“Tell me what goes into a meal like this,” I asked, holding up the recorder.
The chef at hand lifted the entire hog by himself. His huge green arms lined with lightning-bolt tattoos. The pale pink carcass crunched against the wire rack. The room was dense with sweet smoke and crackling fires. “It’s all in meat. Can’t have some lab grown protein or something half-starved from a cage. I get these from a grower in the Interior.”
“Must be expensive.”
“Aye, but it’s worth it,” said Pitmaster Garug. “Business does well enough.”
“You’re one of the few orc-owned restaurants in the District. Do you feel a level of responsibility?”
“I guess, sometimes, Orcs aren’t known for any food culture. But we’ve always had a wide understanding of what tastes good, but mostly what can feed a lot with very little.” He scratched his jaw. “My clan, The WildHogs, came from southern Germany originally so you have a lot of basic Euro spices; garlic, bay, marjoram, onions. The crossing over gave us sugar, peppers, limes and such. From what I was told, we lived south of the Mizizppi River until the Thirties. So we learned plenty from the humans there. Then we learned a few things up here.”
Garug folded over the wire rack before sliding the beast into the smoker. “Now, it’s smoked with Cherrywood coals for about twelve hours. And yes I usually sleep here, they always ask that.”
“So would you say this is an amalgamation of orc traditions and southern barbeque?”
“I would. My mentor was human. Good Southron man, skin as black as coal, gave an orc a chance in a kitchen.” He moved to the next smoker. Garug opened up the smoker where a golden brown hog split down the middle hissed and crackled.
“Christ that look’s good.”
“Damn straight it does,” said Garug. “Now the sauce…” he reached for a mop and a bucket filled with brown-black sludge.
“What’s in the sauce?”
“Trade secret.”
I raised an eyebrow.
He lifted the bucket, offering it to me. I dipped my pinky and licked off the sauce. Immediately I felt hot burning throughout my mouth. I coughed as the peppery taste went straight up my nose.
The orc laughed, “And?”
“Habanero, Chipotle,” I sniffed. “Maple Syrup.” I coughed a few more times. “Garlic, onion puree, cumin, paprika, black pepper, clove, maybe a little bit of soy.”
“Very good! Now don’t you dare tell them the recipe!”
“You get it all fresh?”
“Try to. Garlic and onions are easy, soy too. It’s hard to get decent spice down here.” He took the bucket and began slathering the inside ribs of the pig. Each dip hissing with flavour and delicious vapour.
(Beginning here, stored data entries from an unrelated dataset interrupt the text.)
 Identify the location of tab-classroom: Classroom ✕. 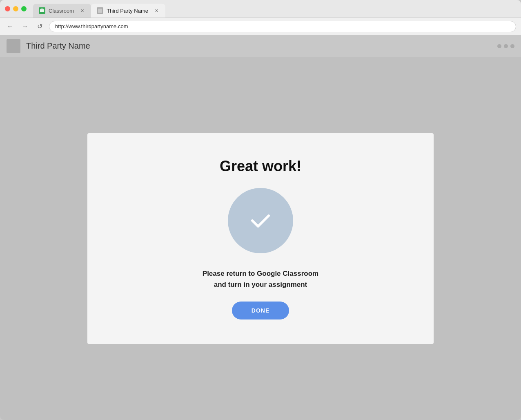
(62, 11).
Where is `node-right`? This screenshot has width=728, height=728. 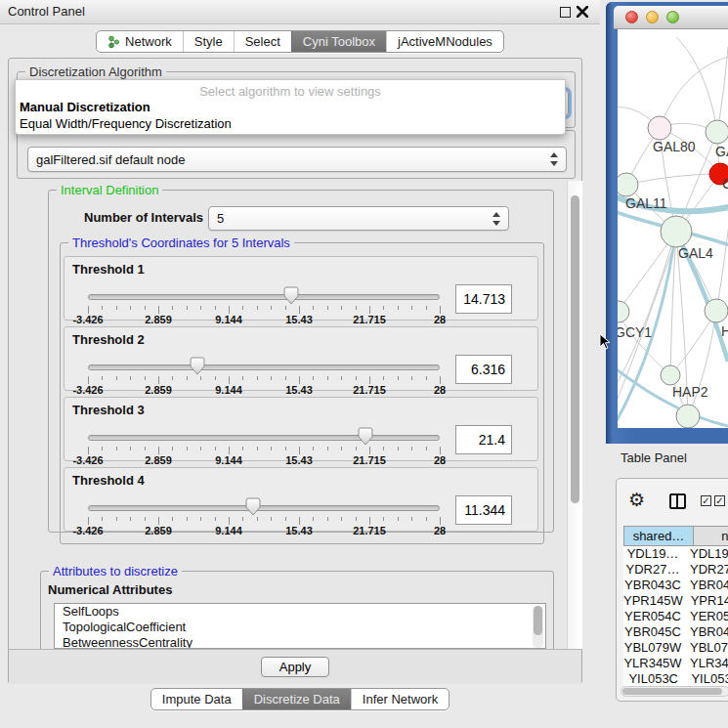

“What’s your clientele like?”
“Oh, a bit of everyone. Everyone likes good food. I always got young ones with something to prove asking for the Reaper Chili sauce. Idiots burn themselves a new arsehole.” He slapped the sauce over the pig’s haunches. Pools of fat and seasoning gathered in the ribs.
“And you just serve the whole hog as is?”
“Yup!” The lid rung when he slammed it shut. He moved to the next smoker. “I’ll personally take the beast out for the big table we got on the Patio. Parties only, I ain’t wasting this on adventurers. Families, Clans and big parties get this. Otherwise we just piece it out.”
“You do good work here, sir,” I said, the deep peppery taste still tingling my tongue. “What keeps you doing this?”
The orc closed the lid. “Oh, it’s helluva lot better than Mercenary work, which most of my broodbrothers died doing. I’m still here.”
“It can’t be just safety?”
“It ain’t,” he opened up a smoker where a huge hog was blackened and crisp. The skin had caramelized like candy from the hourly layers of sauce. He gripped the hog by the haunches and set it on a tray by the door. Droplets of fat fell on the cement floor.
As he backed out of the smokehouse with the hog in hand, he grinned at me, “Orc languages generally don’t have a word for hospitality. It’s a weird concept to a war society. I love the looks on their faces when they see me with this.”
He vanished into the dining room. By the door, a smaller orc flipped ribs, steaks and poultry on a charcoal grill. The smell of the room made my mouth water.
I shut off the recorder. I had all I’d need for this week’s piece. I asked if I could have a taste. The orc grinned and sliced me off a chunk.